Jesus had just healed a man who had been disabled for thirty-eight years. The healing he sought in the waters of a pool, Jesus had given with two words: “Get up.” By all accounts, people should have been rejoicing with this man, but there was only one problem for some—his healing happened on the Sabbath, and Jesus encouraged him to pick up his mat and walk. Forget the healing, but carrying a mat? Not good.
In his defense Jesus said to them, “My Father is always at his work to this very day, and I too am working.” For this reason they tried all the more to kill him; not only was he breaking the Sabbath, but he was even calling God his own Father, making himself equal with God.
John 5:17-18 NIV
The tension was quickly building. The more Jesus spoke, healed, and just hung around the area, the more the Jewish leaders wanted him dead. He was gathering a following and messing up the narrative. Sound familiar?
Elton Trueblood writes:
Christ can be accepted; He can be rejected; He cannot reasonably be ignored.
EltonTrueblood, Confronting Christ
What does it feel like to serve the one other people just want to see disappear?
I had no idea the animosity he was causing until the day the cross in my office fell off the wall. To be clear, that cross was given to me by a former colleague, who was both gay and an atheist, so I did not hang it there to cause an affront to others. I was glad to be able to say it was a gift. (The cross hanging in my car was given to me and my husband by a Muslim friend. Seems people like to give us crosses.)
Now, however, this cross was on the floor, because someone had banged my wall from the other side with a book cart. As everything shook, I yelled out, “Hey, what’s going on out there?” That’s when a colleague stuck his head in as I was reaching behind my credenza to find my cross. “My cross fell off,” I said. “That’s where it should stay,” came the response.
Not sure how to answer, I recovered the symbol of my faith from the floor and rehung it in silence. The source of his rejection stared me in the face.
What response are your attempts to live for Christ getting from those around you? Acceptance? Rejection? No middle ground remains when you serve the one they killed two thousand years ago and continue trying to silence today.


* _What is required_
The answer should be an exact copy of the lines from the line with "The image size is (1021, 1064)." through the last line of the entries, and no other lines.

━━ Source data ━━

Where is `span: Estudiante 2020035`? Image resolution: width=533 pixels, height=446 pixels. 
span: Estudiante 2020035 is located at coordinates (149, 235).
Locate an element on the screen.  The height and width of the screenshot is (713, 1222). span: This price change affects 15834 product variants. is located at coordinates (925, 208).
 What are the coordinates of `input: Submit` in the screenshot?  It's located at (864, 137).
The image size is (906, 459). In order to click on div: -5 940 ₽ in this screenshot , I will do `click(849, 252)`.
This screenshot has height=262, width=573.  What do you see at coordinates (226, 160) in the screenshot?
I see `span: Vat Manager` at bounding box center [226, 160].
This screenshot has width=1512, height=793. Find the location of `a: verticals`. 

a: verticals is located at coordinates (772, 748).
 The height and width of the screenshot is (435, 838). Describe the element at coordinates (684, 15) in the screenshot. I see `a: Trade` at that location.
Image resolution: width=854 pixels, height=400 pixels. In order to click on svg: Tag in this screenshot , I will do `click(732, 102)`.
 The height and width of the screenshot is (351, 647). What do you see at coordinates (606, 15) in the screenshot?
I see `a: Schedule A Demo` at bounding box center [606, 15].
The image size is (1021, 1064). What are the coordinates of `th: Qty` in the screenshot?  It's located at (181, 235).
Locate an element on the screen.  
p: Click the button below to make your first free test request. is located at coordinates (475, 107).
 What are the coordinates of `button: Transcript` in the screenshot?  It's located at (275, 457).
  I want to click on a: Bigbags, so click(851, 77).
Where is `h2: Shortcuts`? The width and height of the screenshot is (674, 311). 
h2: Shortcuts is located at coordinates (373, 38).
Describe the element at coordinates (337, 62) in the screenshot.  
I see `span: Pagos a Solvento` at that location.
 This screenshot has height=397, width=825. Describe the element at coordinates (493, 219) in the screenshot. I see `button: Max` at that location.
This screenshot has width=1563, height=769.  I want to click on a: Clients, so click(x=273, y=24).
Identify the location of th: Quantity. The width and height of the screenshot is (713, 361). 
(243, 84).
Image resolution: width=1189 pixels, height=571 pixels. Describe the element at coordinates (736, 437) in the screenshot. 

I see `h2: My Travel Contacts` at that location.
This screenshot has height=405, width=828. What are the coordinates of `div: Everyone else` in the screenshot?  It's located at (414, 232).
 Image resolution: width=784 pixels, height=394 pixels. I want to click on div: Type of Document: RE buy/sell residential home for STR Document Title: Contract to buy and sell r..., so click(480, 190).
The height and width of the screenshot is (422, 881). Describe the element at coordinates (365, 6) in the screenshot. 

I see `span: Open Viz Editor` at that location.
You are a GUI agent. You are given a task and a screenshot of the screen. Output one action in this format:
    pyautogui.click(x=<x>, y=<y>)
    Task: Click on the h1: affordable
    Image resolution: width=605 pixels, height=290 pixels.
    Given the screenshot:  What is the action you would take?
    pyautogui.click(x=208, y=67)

━━━

* _Answer to this exercise_
The image size is (1021, 1064). What are the coordinates of `th: Qty` in the screenshot?  It's located at (181, 235).
Locate an element on the screen.  
p: Click the button below to make your first free test request. is located at coordinates (475, 107).
 What are the coordinates of `button: Transcript` in the screenshot?  It's located at (275, 457).
  I want to click on a: Bigbags, so click(851, 77).
Where is `h2: Shortcuts`? The width and height of the screenshot is (674, 311). 
h2: Shortcuts is located at coordinates (373, 38).
Describe the element at coordinates (337, 62) in the screenshot.  
I see `span: Pagos a Solvento` at that location.
 This screenshot has height=397, width=825. Describe the element at coordinates (493, 219) in the screenshot. I see `button: Max` at that location.
This screenshot has width=1563, height=769.  I want to click on a: Clients, so click(x=273, y=24).
Identify the location of th: Quantity. The width and height of the screenshot is (713, 361). 
(243, 84).
Image resolution: width=1189 pixels, height=571 pixels. Describe the element at coordinates (736, 437) in the screenshot. 

I see `h2: My Travel Contacts` at that location.
This screenshot has height=405, width=828. What are the coordinates of `div: Everyone else` in the screenshot?  It's located at (414, 232).
 Image resolution: width=784 pixels, height=394 pixels. I want to click on div: Type of Document: RE buy/sell residential home for STR Document Title: Contract to buy and sell r..., so click(480, 190).
The height and width of the screenshot is (422, 881). Describe the element at coordinates (365, 6) in the screenshot. 

I see `span: Open Viz Editor` at that location.
You are a GUI agent. You are given a task and a screenshot of the screen. Output one action in this format:
    pyautogui.click(x=<x>, y=<y>)
    Task: Click on the h1: affordable
    Image resolution: width=605 pixels, height=290 pixels.
    Given the screenshot:  What is the action you would take?
    pyautogui.click(x=208, y=67)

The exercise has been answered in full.